Chinatown

B3_Chinese_New_YearBy night, Chinatown is a forlorn nexus of stumbling humanity.

Transient shades in motion, empty or full of pretense

all are made to wait under awnings

for the passing rain

that slants through street lamps

and beads the hanging wires

to become strings of light

tying together a kind of deranged continuity.

All streets lead back here for me,

caught in its vortex ,

Chinatown’s story a complex scent

of piss, jasmine and sandlewood insense.

Layered between 4 blocks in the deception of memory,

lest we forget the plague and the fire that swept through,

the dispossessed perched on rooftops

watching the blaze erase all they had accumulated

from field to storefront,

a shifting wind took everything.

Tongues of flame from the past relapse

in the shadowplay as neons go on and off again.

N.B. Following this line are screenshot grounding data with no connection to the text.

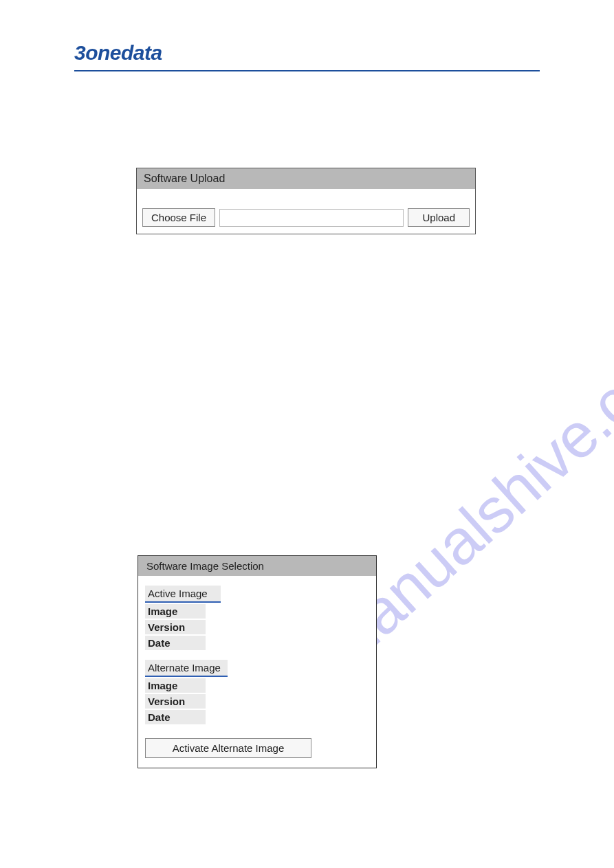 The width and height of the screenshot is (614, 868). What do you see at coordinates (183, 594) in the screenshot?
I see `active-image-heading: Active Image` at bounding box center [183, 594].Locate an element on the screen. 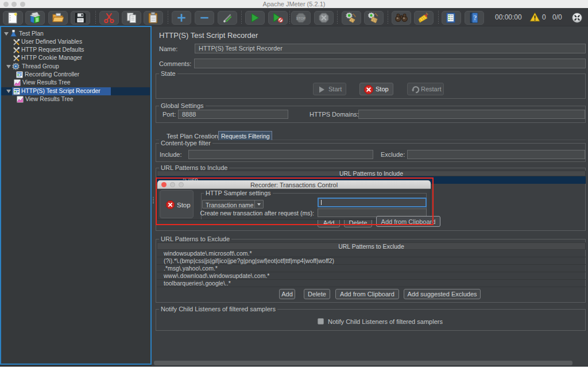  svg-text: STOP is located at coordinates (301, 18).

Illuminated windows arabesque what’s behind

a vision, a suggestion,

somewhere subterranean in the imagination,

plush chambers red and tassled,

host unseen scenarios in the candlelight.

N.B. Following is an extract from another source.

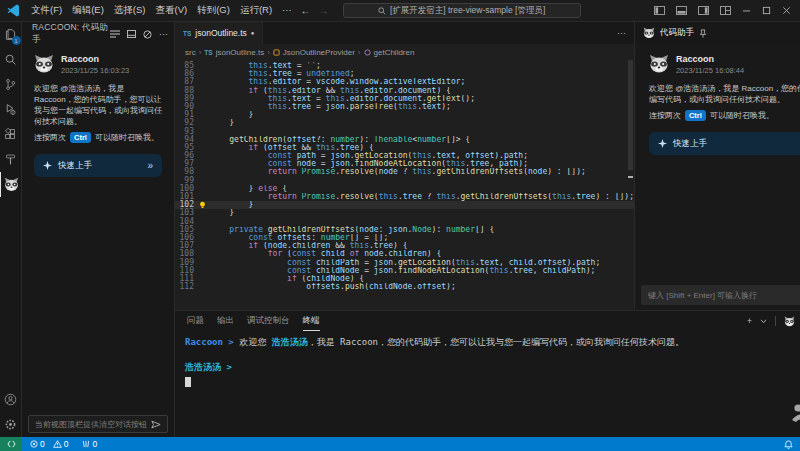 Image resolution: width=800 pixels, height=451 pixels. I want to click on errors-status: 0, so click(38, 444).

There’s no moon to feed through pinched alleys,

so we’ll leave the darkness there to hold course

like a muddy river down the gutter

for the losers and winners in hidden gambling parlors.

The lion dancers come out on New Years

to bless thresholds and eat red qing envelopes,

stamping spirit in smoke,

chasing away any evilĀ  Chinatown would invoke.

In a steaming kitchen after the drum beat dims,

gather in the cacophonous din of conversation.

If drunk on an internal dialogue, you can empty it

in the rattle of tea cups looking to be filled again.

Amidst these distractions, euphoria

in this gloriously chaotic quarter,

you can start all over.

Chinatown, a microcosm, degraded yet venerated,

full of deals, cheap thrills,

maneuvering through the streets again,

like a paper dragon

ushering in the next layer of its regeneration.